In her key chapters on "Men, Marriage and Modernity" and "Christianity, Gender and Cultural Authenticity," Soothill widens her scope to include Mensa Otabil of the International Central Gospel Chapel and David Oyedepo of Winners Chapel. Though Ghanaians remain more embedded in wider kin relations than was anticipated, charismatic Christianity is at the forefront of shifts to the nuclear family and shifts to mutual solicitude, respect, and commitment. It was Adam who originally courted trouble and let in the snake by his absenteeism—"Adam, where art thou?"—not Eve, and his headship has been redefined as humble self-giving. Charismatic Christians are told to replace African traditions with this more Christian attitude. Charismatic sermons on male misconduct and the proper conduct of lovemaking might raise an eyebrow even in the more liberal sectors of ECUSA: "You just had fun for five minutes, and she carried the burden for nine months … . O, God! If I had a cane, we would lash all the man on their backs, on the bare behind." Success in spiritual warfare against satanic and demonic influence comes with fulfilled responsibility, and when men fail, as they do, women are their salvation through their appropriation of spiritual power. Ancient and modern are here combined.
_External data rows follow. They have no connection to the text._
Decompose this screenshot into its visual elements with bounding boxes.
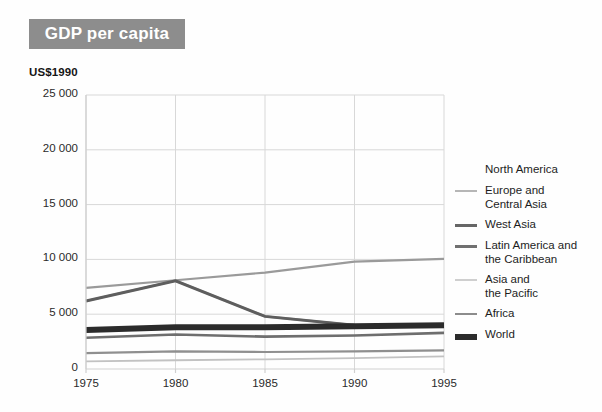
legend-item-label: West Asia <box>485 218 536 232</box>
x-axis-tick-label: 1990 <box>325 377 385 389</box>
legend-item[interactable]: Latin America and the Caribbean <box>455 239 597 266</box>
x-axis-tick-label: 1995 <box>414 377 474 389</box>
series-line <box>86 325 444 330</box>
y-axis-tick-label: 5 000 <box>18 306 78 318</box>
y-axis-tick-label: 10 000 <box>18 251 78 263</box>
legend-swatch <box>455 313 477 315</box>
legend-item[interactable]: West Asia <box>455 218 597 232</box>
legend-item[interactable]: World <box>455 328 597 342</box>
legend-swatch <box>455 245 477 248</box>
legend-item-label: Africa <box>485 307 514 321</box>
legend-item-label: World <box>485 328 515 342</box>
legend-item-label: North America <box>485 163 558 177</box>
y-axis-tick-label: 15 000 <box>18 197 78 209</box>
legend-item[interactable]: Europe and Central Asia <box>455 184 597 211</box>
legend-swatch <box>455 169 477 172</box>
x-axis-tick-label: 1975 <box>56 377 116 389</box>
legend-swatch <box>455 190 477 192</box>
legend-item[interactable]: Africa <box>455 307 597 321</box>
legend-swatch <box>455 279 477 281</box>
legend-item-label: Europe and Central Asia <box>485 184 547 211</box>
legend-item-label: Latin America and the Caribbean <box>485 239 577 266</box>
x-axis-tick-label: 1980 <box>146 377 206 389</box>
legend-item[interactable]: North America <box>455 163 597 177</box>
x-axis-tick-label: 1985 <box>235 377 295 389</box>
legend-item-label: Asia and the Pacific <box>485 273 538 300</box>
y-axis-tick-label: 25 000 <box>18 87 78 99</box>
chart-legend: North AmericaEurope and Central AsiaWest… <box>455 163 597 349</box>
chart-page: GDP per capita US$1990 05 00010 00015 00… <box>0 0 602 412</box>
legend-item[interactable]: Asia and the Pacific <box>455 273 597 300</box>
y-axis-tick-label: 20 000 <box>18 142 78 154</box>
legend-swatch <box>455 224 477 227</box>
legend-swatch <box>455 334 477 340</box>
y-axis-tick-label: 0 <box>18 361 78 373</box>
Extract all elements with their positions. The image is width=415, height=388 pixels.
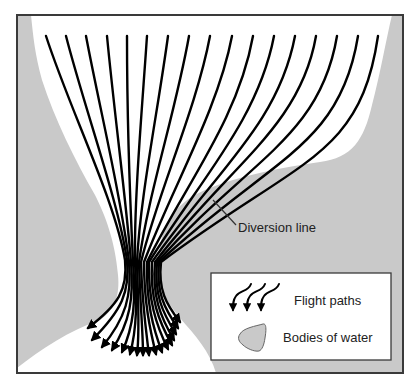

Soothill poses awkward questions about the negative judgments made by Western theologians on this kind of Christianity, and about African theological intellectuals dubious about its African authenticity. For charismatic Christians, Africa is the problem, not the solution, and yet their own solution is clearly framed within the African religious imagination and its enspirited universe. Female pastors adopting the role of "Big Women," Soothill suggests, are "post-colonial hybrids" disjoined and yet connected to Africa's precolonial and colonial past. As for "authenticity," who decides? As David Lehmann argues in the context of Latin America, populist Pentecostalism is markedly indifferent to the sponsorship of intellectual élites.
On a wider historical horizon one cannot help reflecting on the way Christian genealogies mutate over time. Calvin was a progenitor of Joseph Priestley, and now it seems German Pietists, with their focus on the Passion, were the progenitors of Archbishop Idahosa, with his focus on Jesus the Winner Man.
David Martin is the author of On Secularization: Towards a Revised General Theory (Ashgate). He was recently elected as a Fellow of the British Academy.